Hard keratin determines texture based on shaft shape in cross-section:
Flat/ribbon-like produces tight curls.
Oval leads to wavy hair.
Round results in straight, coarse hair.
Anatomy of Hair Follicles:
Hair bulb is the epithelial growth zone containing melanocytes and keratinocytes.
Papilla nourishes hair matrix responsible for hair growth.
Hair Distribution:
Vellus Hair: Soft, fine hair, predominantly unpigmented pre-puberty.
Terminal Hair: Coarse, longer, and pigmented; localized growth patterns.
Growth Cycles:
Includes a growth phase, resting phase, shedding, and new growth begins.
Nails
Composed of dead, keratinized cells.
Main components include: nail, nail root, nail body, free edge, and nail matrix (found at the nail root and responsible for nail growth).
Sebaceous Gland
Produces sebum, which is oily and rich in lipids.
Functions to waterproof, soften, and lubricate the skin with antibacterial properties.
Distribution includes the body except for thick skin, concentrated on the face, neck, and upper chest.
Sweat Glands
Eccrine Sweat Gland:
Most common type with a watery secretion made up of 99% water, salts, and trace metabolic wastes.
Functions in temperature regulation.
Located in the dermis, with ducts opening to the skin surface, independent of hair follicles.
Apocrine Sweat Gland:
Larger and associated with hair follicles.

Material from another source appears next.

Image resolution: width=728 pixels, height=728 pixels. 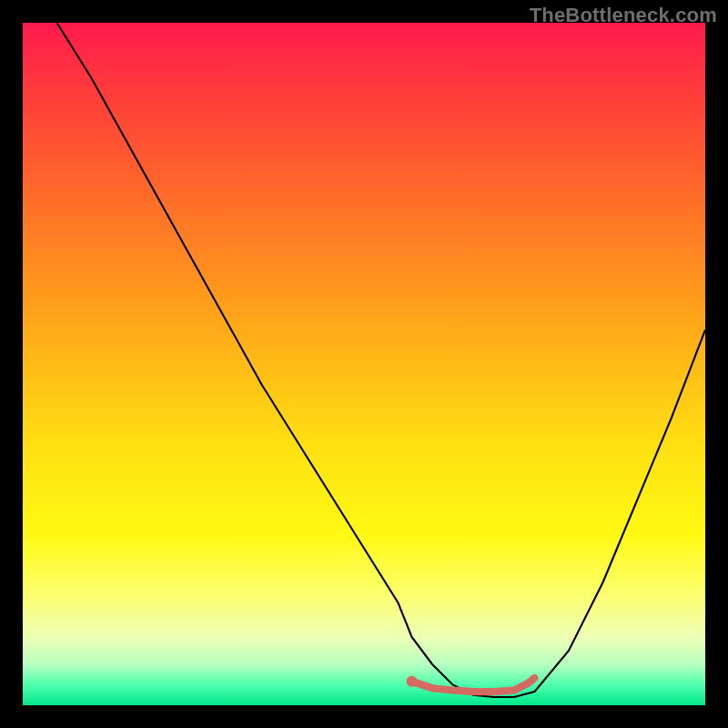 What do you see at coordinates (473, 684) in the screenshot?
I see `optimal-zone-marker` at bounding box center [473, 684].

Secretes sweat combined with proteins and lipids for bacterial protection; odor results from bacterial degradation.
Mainly located in the axillary (armpit) and genital regions.
Ceruminous Gland:
Modified apocrine gland producing earwax.
Mammary Gland:
Modified apocrine gland that produces milk.
Skin Pathologies
Skin Cancer
Basal Cell Carcinoma:
Most common type, originates in the deepest layer (basal layer).

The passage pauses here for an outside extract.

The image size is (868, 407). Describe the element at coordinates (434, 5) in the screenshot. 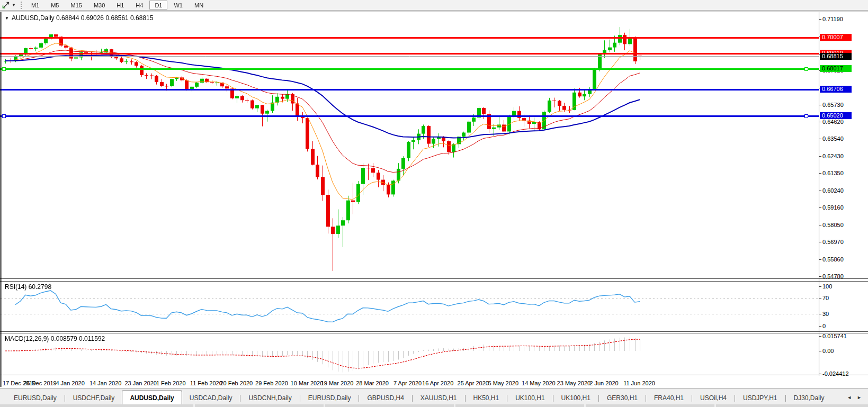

Least malignant with a 99% cure rate; rarely metastasizes.
Squamous Cell Carcinoma:
Originates in the middle layers of the epidermis.

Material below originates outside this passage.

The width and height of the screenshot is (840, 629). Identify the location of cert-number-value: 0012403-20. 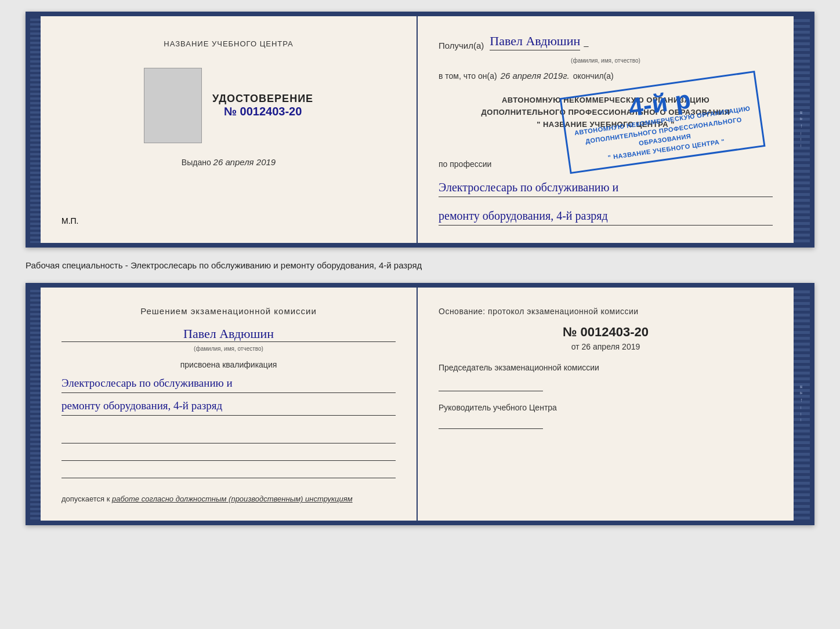
(271, 111).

Rapid growth and spread; good cure rate if detected early.
Malignant Melanoma:
Represents 5% of skin cancers, resulting from mutations in melanocytes.
Often originates from pre-existing moles; fast-spreading and potentially fatal if not caught early.
Burns
Overview:
Lead to protein denaturation, cell death, and dehydration throughout the body.
Causes include heat/fire, UV radiation, chemicals, and electricity.
Classification:
First-Degree Burn:
Affects the epidermis with redness, swelling, and pain; heals in a few days.
Second-Degree Burn:
Involves both the epidermis and dermis; results in blisters with prior symptoms; healing time depends on the depth of dermal damage.
Third-Degree Burn:
Complete destruction of epidermis and dermis, deeper tissues are also impacted; typically no pain (nerve endings destroyed); surgical skin grafts are often required.
Aging of the Skin
Aging leads to dehydration and increased vulnerability to infections.
Greater caloric demand for tissue repair; accelerated aging caused by sun exposure and smoking.
Loss of collagen and elastin; reduced number of all dermal layers, leading to decreased blood flow and impaired temperature regulation.
Thinner skin that becomes more fragile over time due to decreased epidermal layers and dermal thickness, as well as reduced sebaceous and sweat gland activity.
Increased melanocytes may lead to the formation of age spots and potential for melanoma development.